As did Kilroy, whose sympathies were a matter of record. Still, neither man would argue with the result.

“Nobody would have beaten Frazier that night,” says Kilroy. “I mean nobody. Ever.”

Look at tapes of, say, the NFL or the NBA from 1971. You’ll see men who are smaller and slower than you might have remembered them as a kid. They couldn’t compete with today’s players. But that’s not the case here. Most heavyweights of today are bigger than Ali and way bigger than Frazier, who weighed 205 pounds the morning of the fight. But they’re not more skilled. They’re not better. And nobody, in tandem, was ever more courageous.

For Ali, it was a turning point. Wherever one stood on Vietnam or the draft, it was now impossible to deny his valor. If he began the night as the prettiest, he ended as the toughest.

Even with a grotesquely swollen jaw (to which Diana Ross herself would apply a bag of ice), his postfight trip to the Flower First Avenue medical facility “lasted about 10 minutes,” Kilroy recalls. “Ali didn’t want anyone to say Joe put him in the hospital.”

As for Frazier, it was the night of his life. “Frazier kept coming and coming and coming and coming,” Merchant says.
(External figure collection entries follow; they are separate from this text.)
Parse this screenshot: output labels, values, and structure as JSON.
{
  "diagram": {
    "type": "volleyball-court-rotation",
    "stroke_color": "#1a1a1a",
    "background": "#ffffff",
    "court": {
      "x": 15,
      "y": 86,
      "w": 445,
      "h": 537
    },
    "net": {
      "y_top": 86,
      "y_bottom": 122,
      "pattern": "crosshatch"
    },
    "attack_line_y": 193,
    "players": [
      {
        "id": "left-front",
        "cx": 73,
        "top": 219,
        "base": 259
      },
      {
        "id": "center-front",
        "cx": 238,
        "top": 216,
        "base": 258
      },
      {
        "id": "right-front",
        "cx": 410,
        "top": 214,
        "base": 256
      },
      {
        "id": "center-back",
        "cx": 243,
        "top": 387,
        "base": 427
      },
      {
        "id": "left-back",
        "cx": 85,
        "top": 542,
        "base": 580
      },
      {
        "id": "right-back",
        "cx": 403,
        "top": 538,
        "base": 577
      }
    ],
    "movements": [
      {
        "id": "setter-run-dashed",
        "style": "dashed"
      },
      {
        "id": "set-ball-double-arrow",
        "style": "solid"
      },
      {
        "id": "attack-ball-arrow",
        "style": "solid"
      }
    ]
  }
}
But at what price? It was a turning point for Frazier too, the beginning of his physical decline. His hospital stay lasted several weeks.

Eventually, Ali’s prayers were answered. And perhaps Frazier’s too, for only in boxing do you need the man you need to destroy. Again. And again. And again.

The third fight, the last one, was in Manila. “It was like death,” Ali would recall. “Closest thing to dyin’ that I know of.”

Still, for all the talk of death — how close they came, and how willing they were — something about the two of them will last forever.

Long live Ali-Frazier.

Watch ESPN Presents: Muhammad Ali/Joe Frazier 50th Anniversary Special on Sunday on ABC at 2 p.m. and on ESPN at 6 p.m.